On the 24th of March 2015 at around 10:41am Germanwings flight 9525 crashed in the French Alps resulting in the death of every single person on board. An investigation revealed that the crash was caused deliberatel, but not by sabotage or a terrorist attack. In the case of the Germanwings disaster the crash was caused by the co-pilot Andreas Lubitz, who purposefully and calculatedly flew the plane into the side of a mountain.
Germanwings was a popular low-cost carrier owned by Lufthansa which operated multiple routes within Europe. Germanwings flight 9525 took off from runway 07R at Barcelona El Prat Airport at 10:01am local time, approximately half an hour late. It was bound for Düsseldorf Airport where it was scheduled to touch down at 11:39am local time.
On board were 144 passengers, two pilots, and four members of cabin crew who altogether represented more than 18 different countries ranging from Japan to the Netherlands. After an uneventful takeoff the pilots on board confirmed instructions from Air Traffic Control at 10:30am. At 10:31am the aircraft left its assigned cruising altitude of 11,600 meters (or 38,000 foot) and without approval began to descend rapidly.
Air traffic controllers swiftly declared that the aircraft was in distress after finding themselves unable to contact it. The plane's descent lasted just 10 minutes. During this time a French military Mirage jet was scrambled from the Orange-Caritat air base to intercept the aircraft.
Before it could do so, however, the aircraft had descended to 1880 metres (or 6,175 foot) and subsequently crashed in a remote part of the Alps northwest of Nice killing everybody on board. At the time it was unknown what exactly had happened on board, but a subsequent investigation revealed the entire chilling narrative. The flight's pilot in command was 34 year-old captain Patrick Sondenheimer, with 27-year-old Andreas Lubitz as co-pilot.
Cockpit voice recordings revealed that Lubitz was initially polite to Captain Sondenheimer during takeoff but became somewhat short-tempered when the captain began the mid-flight briefing on the planned landing. When the captain stepped out of the cockpit to use the toilet Lubitz locked the cockpit door and then disabled the lock. Captain Sondenheimer requested re-entry using the intercom.
He knocked on the door with increasing urgency but received no response. Attempts were made by the captain and the cabin crew to break down the door, but like all cockpit doors in the aftermath of the 9/11 terrorist attacks it had been reinforced to prevent intrusion. As Lubitz steered the plane steadily towards the ground the cockpit voice recorder captured the frantic attempts to break down the door, constant calls from Air Traffic Control, and Lubitz's own steady breathing.
He made no other sound. He did not speak a word. In the final moments before impact the voice recorder captured only the final screams of the passengers as they realized what was about to happen.
While the facts of the matter were clear enough one question remained: why? Why had Lubitz done this? A search of his home and a thorough psychological profile provided some answers.
Lubitz had recently been declared unfit for work by a doctor but had not revealed this information to his employer. He was also taking prescription medication which he had not disclosed to his employer and suffering from a psychosomatic illness - that is an illness which manifests with a range of symptoms but which cannot be traced to any particular cause. In Lubitz's case the main symptom was a powerful and unfounded fear that he was going blind.
Lubitz consulted more than 40 doctors about this but none were able to uncover a problem with his vision or a reason for his extreme fear of the same. Terrified that his encroaching blindness would cost him his pilot's license Lubitz became suicidal. The investigation determined that his situation was worsened by the fact that there was no specific insurance for pilots covering the risks of loss of income in case of unfitness to fly.
To be declared unfit to fly would have ruined him financially. Worse still, at the time, there was a lack of clear guidance in Germany as to when a pilot had to disclose a medical condition and when a pilot's confidentiality should be respected. This meant there was little pressure for Lubitz to disclose his medical issues and no way for his employer to find out about them unless he did disclose them.
Lubitz, it emerged, had run searches on a tablet computer for "ways to commit suicide" and "the security of cockpit cabin doors". Chillingly he had also practiced the sequence of commands he would use to crash the plane whilst alone in the cockpit on the outbound flight he had worked just before Germanwings 9525. Lubitz was thoroughly prepared.
Once he began his suicide attempt nothing could sway him from his plan, and nothing could save the 149 people he took with him to the grave. In the immediate aftermath the parent airline of Germanwings, Lufthansa, canceled a number of flights solely because so many of their pilots were grief-stricken or too distressed to fly. They retired the flight number 9525 permanently and brought into force regulations to require that two pilots were present in the cockpit at all times during all flights.
Many other countries brought in similar legislation to echo this. While these changes make an exact repeat of the Germanwings crash unlikely, the incident nonetheless made many people painfully aware of how precarious flight can be. On board a plane the lives of hundreds are placed in the hands of just one or two individuals - strangers, at least as far as the passengers are concerned, but strangers who we implicitly trust.
. . never knowing what might really be happening inside their heads.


TASK DETAILS — Skip the pictures. Retype exactly, and only, the lines between the line holding "The height and width of the screenshot is (703, 1280)." and the last line below, inclusive.

[Source records]
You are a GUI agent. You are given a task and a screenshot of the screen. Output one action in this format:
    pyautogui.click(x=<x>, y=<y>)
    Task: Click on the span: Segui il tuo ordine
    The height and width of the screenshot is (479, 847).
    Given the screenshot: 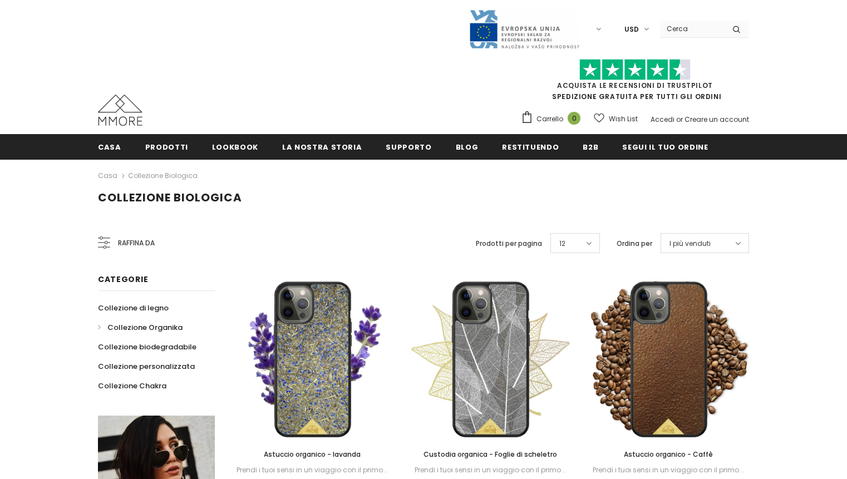 What is the action you would take?
    pyautogui.click(x=665, y=147)
    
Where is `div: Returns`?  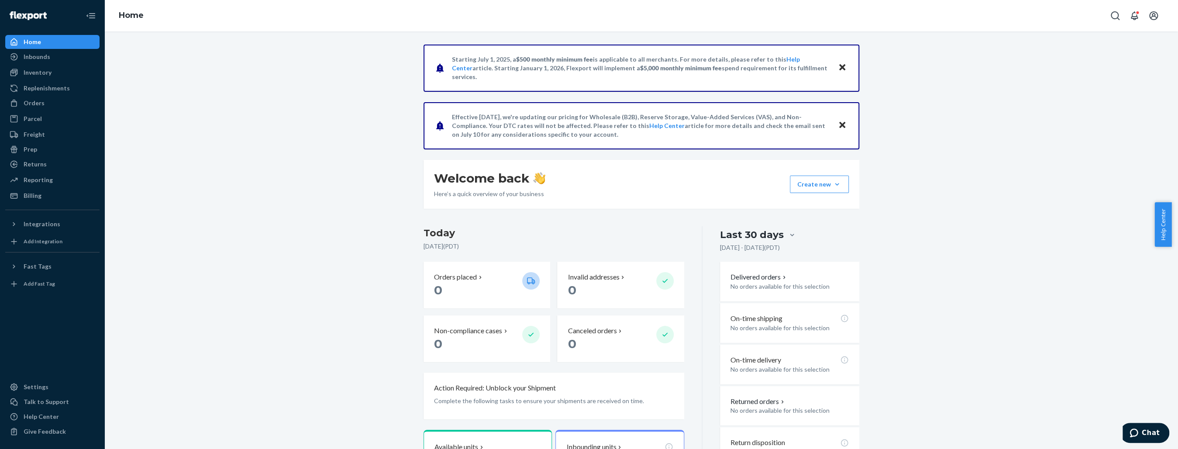
div: Returns is located at coordinates (35, 164).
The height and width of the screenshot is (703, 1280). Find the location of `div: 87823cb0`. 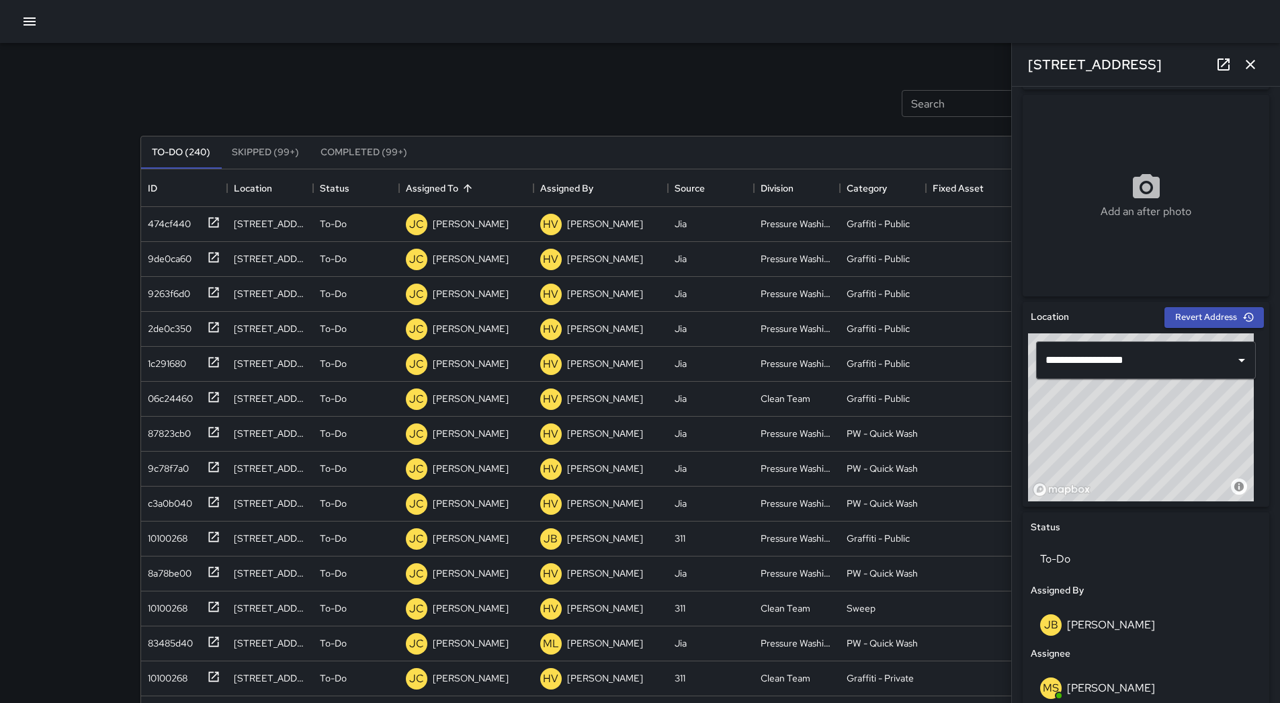

div: 87823cb0 is located at coordinates (167, 431).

REPLY —
The height and width of the screenshot is (703, 1280). Find the location of `div: 87823cb0`. 

div: 87823cb0 is located at coordinates (167, 431).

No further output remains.